The word coward wraps tight around Bella’s throat, a blouse that no longer fits. She meets Quinn’s eyes. I beg you not to deceive yourself.

“No,” she says steadily, “I am not.”

Quinn exhales. “Well, that’s good. Seeing as I have already supplied the Daughters with at least half a dozen spells.”

Juniper cackles while Bella gapes. “You already—but—” She feels old and stuffy and librarianish—and a little betrayed.

Quinn sobers. “I didn’t tell anyone where I got them, or how to find us. I think my mother at least suspects the Lost Way is no longer lost, but you have no need to worry. We know all about secrets on the south side.”

“I . . . see. Well.” Bella draws a deep breath. “It’s hardly fair to favor our Daughters over our Sisters. Shall we even the score?”

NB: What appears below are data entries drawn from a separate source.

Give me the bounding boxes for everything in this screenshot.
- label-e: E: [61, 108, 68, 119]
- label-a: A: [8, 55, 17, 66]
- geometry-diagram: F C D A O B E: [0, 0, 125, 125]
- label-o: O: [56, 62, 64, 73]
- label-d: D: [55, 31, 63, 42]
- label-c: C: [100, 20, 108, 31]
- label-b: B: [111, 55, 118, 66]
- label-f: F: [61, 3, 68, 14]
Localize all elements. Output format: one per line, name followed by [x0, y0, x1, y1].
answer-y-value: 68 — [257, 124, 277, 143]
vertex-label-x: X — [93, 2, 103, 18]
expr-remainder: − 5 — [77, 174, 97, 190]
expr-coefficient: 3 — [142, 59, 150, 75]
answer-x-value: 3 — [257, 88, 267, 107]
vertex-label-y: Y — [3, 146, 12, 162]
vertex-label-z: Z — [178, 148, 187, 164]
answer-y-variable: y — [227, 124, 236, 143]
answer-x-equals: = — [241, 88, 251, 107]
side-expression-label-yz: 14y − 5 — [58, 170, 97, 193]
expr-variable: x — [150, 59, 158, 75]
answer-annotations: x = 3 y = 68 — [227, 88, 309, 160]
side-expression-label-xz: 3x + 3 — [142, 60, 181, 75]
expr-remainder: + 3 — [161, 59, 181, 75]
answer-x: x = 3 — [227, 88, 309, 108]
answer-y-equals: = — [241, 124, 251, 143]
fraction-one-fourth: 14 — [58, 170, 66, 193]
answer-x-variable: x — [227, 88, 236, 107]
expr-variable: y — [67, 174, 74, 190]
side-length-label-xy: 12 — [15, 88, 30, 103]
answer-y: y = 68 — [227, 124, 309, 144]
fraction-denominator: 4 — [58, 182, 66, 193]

Juniper smiles so widely her lip cracks and bleeds.

That evening, just as dusk purples toward night and the first stars open like white eyes above them, Juniper opens the tower door. Her pockets bristle with witch-ways and her cloak drapes dark and long behind her. She hardly seems to feel the wounds and bruises still mottling her flesh.

The problem with saving someone, Bella thinks, is that they so often refuse to remain saved. They careen back out into the perilous world, inviting every danger and calamity, quite careless of the labor it took to rescue them in the first place.

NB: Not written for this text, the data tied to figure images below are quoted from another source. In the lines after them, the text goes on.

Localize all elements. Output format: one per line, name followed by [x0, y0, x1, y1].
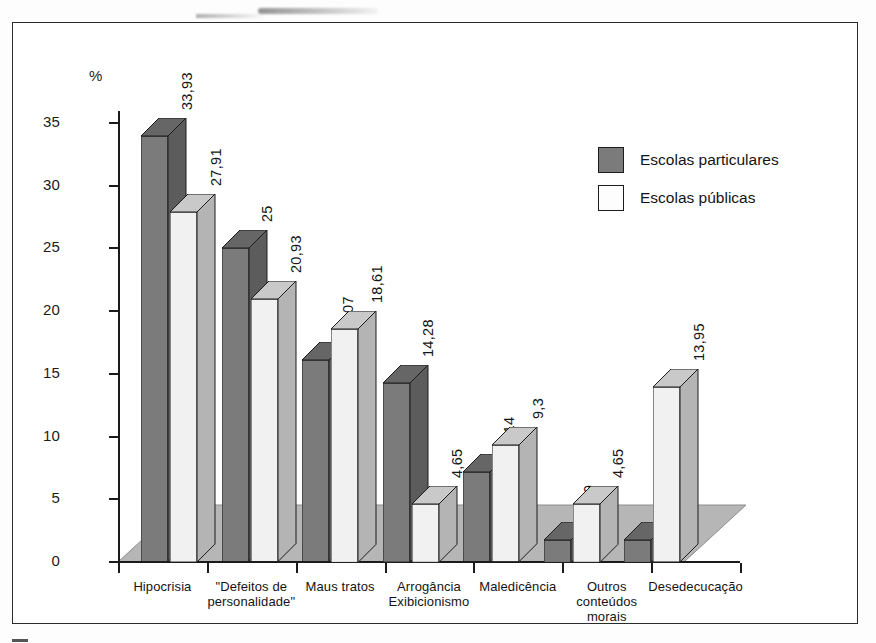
bar-s0-c0: [141, 136, 168, 562]
x-tick-2: [296, 563, 298, 573]
bar-s1-c0: [170, 212, 197, 562]
bar-value-label: 27,91: [208, 148, 224, 186]
bar-3d-shape: [331, 311, 378, 564]
category-label-line: morais: [550, 609, 663, 624]
x-tick-3: [385, 563, 387, 573]
plot-area: % 05101520253035 33,9327,912520,9316,071…: [13, 23, 859, 625]
bar-value-label: 13,95: [691, 323, 707, 361]
x-tick-7: [740, 563, 742, 573]
legend-label: Escolas particulares: [640, 151, 779, 169]
bar-s1-c1: [251, 299, 278, 562]
category-label-6: Desedecucação: [639, 579, 752, 594]
bar-3d-shape: [653, 369, 700, 564]
legend-swatch-dark: [598, 147, 624, 173]
bar-s1-c4: [492, 445, 519, 562]
chart-frame: % 05101520253035 33,9327,912520,9316,071…: [12, 22, 858, 624]
bar-series-group: 33,9327,912520,9316,0718,6114,284,657,14…: [13, 23, 859, 625]
legend-label: Escolas públicas: [640, 189, 755, 207]
bar-s0-c5: [544, 540, 571, 562]
category-label-line: personalidade": [195, 594, 308, 609]
category-label-line: Exibicionismo: [373, 594, 486, 609]
chart-page: % 05101520253035 33,9327,912520,9316,071…: [0, 0, 876, 643]
x-tick-0: [118, 563, 120, 573]
bar-3d-shape: [573, 486, 620, 564]
bar-s1-c6: [653, 387, 680, 562]
bar-s0-c3: [383, 383, 410, 562]
legend-swatch-light: [598, 185, 624, 211]
bar-3d-shape: [412, 486, 459, 564]
bar-3d-shape: [170, 194, 217, 564]
bar-value-label: 20,93: [288, 236, 304, 274]
bar-s0-c4: [463, 472, 490, 562]
x-tick-1: [207, 563, 209, 573]
bar-s1-c2: [331, 329, 358, 562]
x-tick-6: [651, 563, 653, 573]
bar-value-label: 9,3: [530, 398, 546, 419]
bar-value-label: 4,65: [610, 448, 626, 477]
bar-value-label: 18,61: [369, 265, 385, 303]
x-tick-5: [562, 563, 564, 573]
legend-item-1: Escolas públicas: [598, 179, 779, 217]
caption-cutoff: [12, 636, 122, 643]
category-label-line: Desedecucação: [639, 579, 752, 594]
chart-legend: Escolas particularesEscolas públicas: [598, 141, 779, 217]
bar-value-label: 33,93: [179, 73, 195, 111]
bar-s1-c3: [412, 504, 439, 562]
legend-item-0: Escolas particulares: [598, 141, 779, 179]
bar-3d-shape: [251, 281, 298, 564]
bar-s0-c2: [302, 360, 329, 562]
x-tick-4: [473, 563, 475, 573]
category-label-line: conteúdos: [550, 594, 663, 609]
scan-artifact-secondary: [196, 14, 266, 18]
bar-value-label: 25: [259, 206, 275, 223]
bar-s0-c6: [624, 540, 651, 562]
bar-3d-shape: [492, 427, 539, 564]
bar-s1-c5: [573, 504, 600, 562]
scan-artifact: [258, 8, 378, 14]
bar-s0-c1: [222, 248, 249, 562]
bar-value-label: 14,28: [420, 319, 436, 357]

“Where will you go first?” Bella asks.

Juniper looks over her shoulder with a fey wink. “Oh, I don’t want to spoil the surprise. You can read about it in the papers tomorrow.”

 


SUSPECTED WITCHES

ESCAPE FROM SAINT JUDE’S

WORKHOUSE FOR WOMEN; FIVE

WOMEN NOW AT LARGE

June 24th, 1893, The New Salem Post

. . . the five women—four of whom were taken into custody on the last full moon, in the midst of a Satanic ritual conducted in the heart of the New Salem cemetery—were still in their cells at the workhouse on the evening of the twenty-third. In the morning the guards found their doors locked but the cells empty. One witness on the street reports seeing six bats flit from the workhouse that night; another claims it was an owl carrying a long golden rope. All of them agree that they saw a dark-haired woman with a pronounced limp in the vicinity.

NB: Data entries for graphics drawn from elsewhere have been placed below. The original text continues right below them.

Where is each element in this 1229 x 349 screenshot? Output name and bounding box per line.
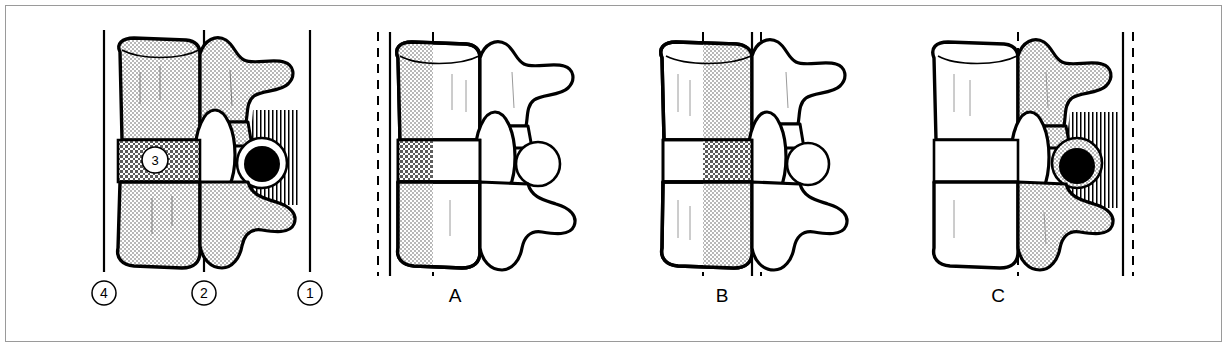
panel-c-upper-body xyxy=(933,42,1018,140)
vertebral-reference-figure: 3 4 2 1 xyxy=(0,0,1229,349)
panel-c-spinal-cord xyxy=(1059,148,1095,184)
panel-a-lower-body-shaded xyxy=(398,182,433,267)
panel-a-disc-shaded xyxy=(398,140,433,182)
lower-vertebral-body xyxy=(118,182,200,268)
callout-4: 4 xyxy=(92,281,116,305)
panel-b: B xyxy=(661,32,847,306)
panel-a-arch-lower xyxy=(480,182,575,270)
callout-4-label: 4 xyxy=(100,285,108,301)
spinal-cord xyxy=(244,146,280,182)
panel-c: C xyxy=(933,32,1133,306)
callout-2: 2 xyxy=(192,281,216,305)
panel-a-letter: A xyxy=(449,285,462,306)
panel-b-disc-shaded xyxy=(703,140,752,182)
panel-a-spinal-canal xyxy=(516,142,560,186)
panel-reference: 3 4 2 1 xyxy=(92,30,322,305)
callout-1: 1 xyxy=(298,281,322,305)
callout-1-label: 1 xyxy=(306,285,314,301)
panel-c-letter: C xyxy=(991,285,1005,306)
panel-b-lower-body-shaded xyxy=(703,182,752,268)
panel-b-letter: B xyxy=(716,285,729,306)
disc-callout-label: 3 xyxy=(151,153,158,168)
panel-a: A xyxy=(378,32,575,306)
panel-b-spinal-canal xyxy=(787,143,829,185)
panel-c-disc xyxy=(934,140,1018,182)
panel-c-lower-body xyxy=(934,182,1018,268)
callout-2-label: 2 xyxy=(200,285,208,301)
panel-b-arch-lower xyxy=(752,182,847,270)
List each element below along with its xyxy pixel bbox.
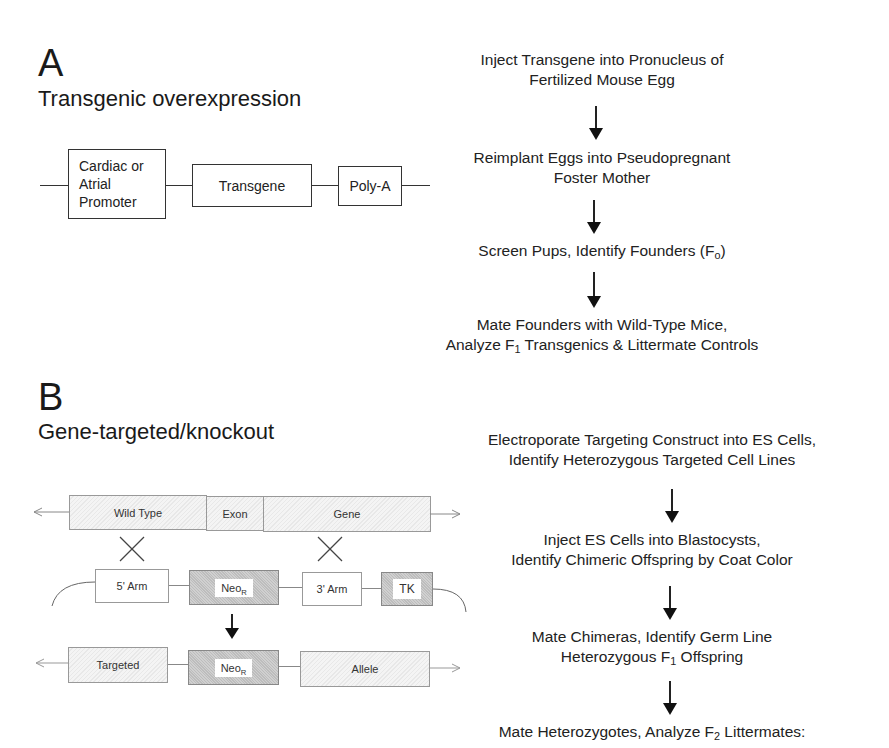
vector-curve-right [432,585,472,615]
vector-curve-left [50,578,96,608]
arrow-down-icon [587,200,601,234]
crossover-x-icon [118,535,146,563]
polya-box: Poly-A [338,166,402,206]
step-a3: Screen Pups, Identify Founders (Fo) [436,241,768,261]
arrow-right-icon [430,507,462,521]
step-b3: Mate Chimeras, Identify Germ Line Hetero… [436,627,868,667]
crossover-x-icon [316,535,344,563]
construct-line-1 [166,185,192,186]
arrow-down-icon [663,681,677,715]
arrow-down-icon [587,272,601,308]
targeted-box: Targeted [68,647,168,683]
allele-box: Allele [300,651,430,687]
arrow-left-icon [32,505,72,519]
construct-link [362,588,382,589]
arrow-down-icon [589,106,603,140]
wild-type-box: Wild Type [69,495,207,530]
transgene-box: Transgene [192,164,312,207]
step-b2: Inject ES Cells into Blastocysts, Identi… [436,530,868,570]
five-arm-box: 5' Arm [95,569,169,603]
step-a1: Inject Transgene into Pronucleus of Fert… [436,50,768,90]
neo-box-targeted: NeoR [188,650,279,685]
panel-a-title: Transgenic overexpression [38,87,301,111]
allele-link [168,664,188,665]
step-b1: Electroporate Targeting Construct into E… [436,430,868,470]
neo-box: NeoR [189,570,279,605]
construct-line-right [402,185,430,186]
tk-box: TK [381,572,433,606]
exon-box: Exon [206,496,264,531]
panel-b-letter: B [38,378,63,416]
construct-link [279,587,302,588]
construct-link [169,585,189,586]
gene-box: Gene [263,496,431,532]
arrow-down-icon [663,586,677,620]
promoter-box: Cardiac or Atrial Promoter [68,149,166,219]
step-a2: Reimplant Eggs into Pseudopregnant Foste… [436,148,768,188]
three-arm-box: 3' Arm [302,572,362,606]
step-a4: Mate Founders with Wild-Type Mice, Analy… [396,315,808,355]
arrow-down-icon [225,614,239,640]
panel-b-title: Gene-targeted/knockout [38,420,274,444]
arrow-down-icon [665,489,679,523]
panel-a-letter: A [38,44,63,82]
construct-line-2 [312,185,338,186]
construct-line-left [40,185,68,186]
allele-link [279,666,301,667]
step-b4: Mate Heterozygotes, Analyze F2 Littermat… [436,722,868,742]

Our readers are asked to report any sightings of this young woman or the escaped suspects—Victoria V. Hull and Tennessee T. Hull; Frankie U. Black; Gertrude R. Bonnin; and Alexandra V. Domontovich—to the New Salem Police Department.

 

BREAK-IN AT THE HALL OF JUSTICE

June 26th, 1893, The Times of Salem

The New Salem Hall of Justice ought to be the safest place in the city to store one’s belongings, but officers confirmed this morning that the personal effects of Miss James Juniper Eastwood—including a number of ungodly herbs and potions as well as an antique locket containing human hair—have been stolen . . .

Several other alterations were made to the Hall during the night, including the disappearance of several warrants and bonds, and the vulgar alteration of several officers’ badges.

 

DOCTOR MARVEL’S ANTHRO-POLOGICAL EXHIBITION SHUTS ITS DOORS

June 29th, 1893, The New Salem Post

Following the disappearance of most of its occupants, Doctor Marvel’s Magnificent Anthropological Exhibition will be closed to the public.

This beloved attraction, designed to educate the public about the many fascinating peoples of the world, is no stranger to difficulties and irregularities. Doctor Marvel himself recounted to The Post the many occasions on which his subjects have resisted his efforts to educate the public. “Had a pair of Indian witches last summer that ran off three or four times before I found their little satchel of shells and bones. And a little Hungarian girl last Christmas cursed her handler so that the smallest ray of sunlight burned his flesh. But I’ve never had anything like this.”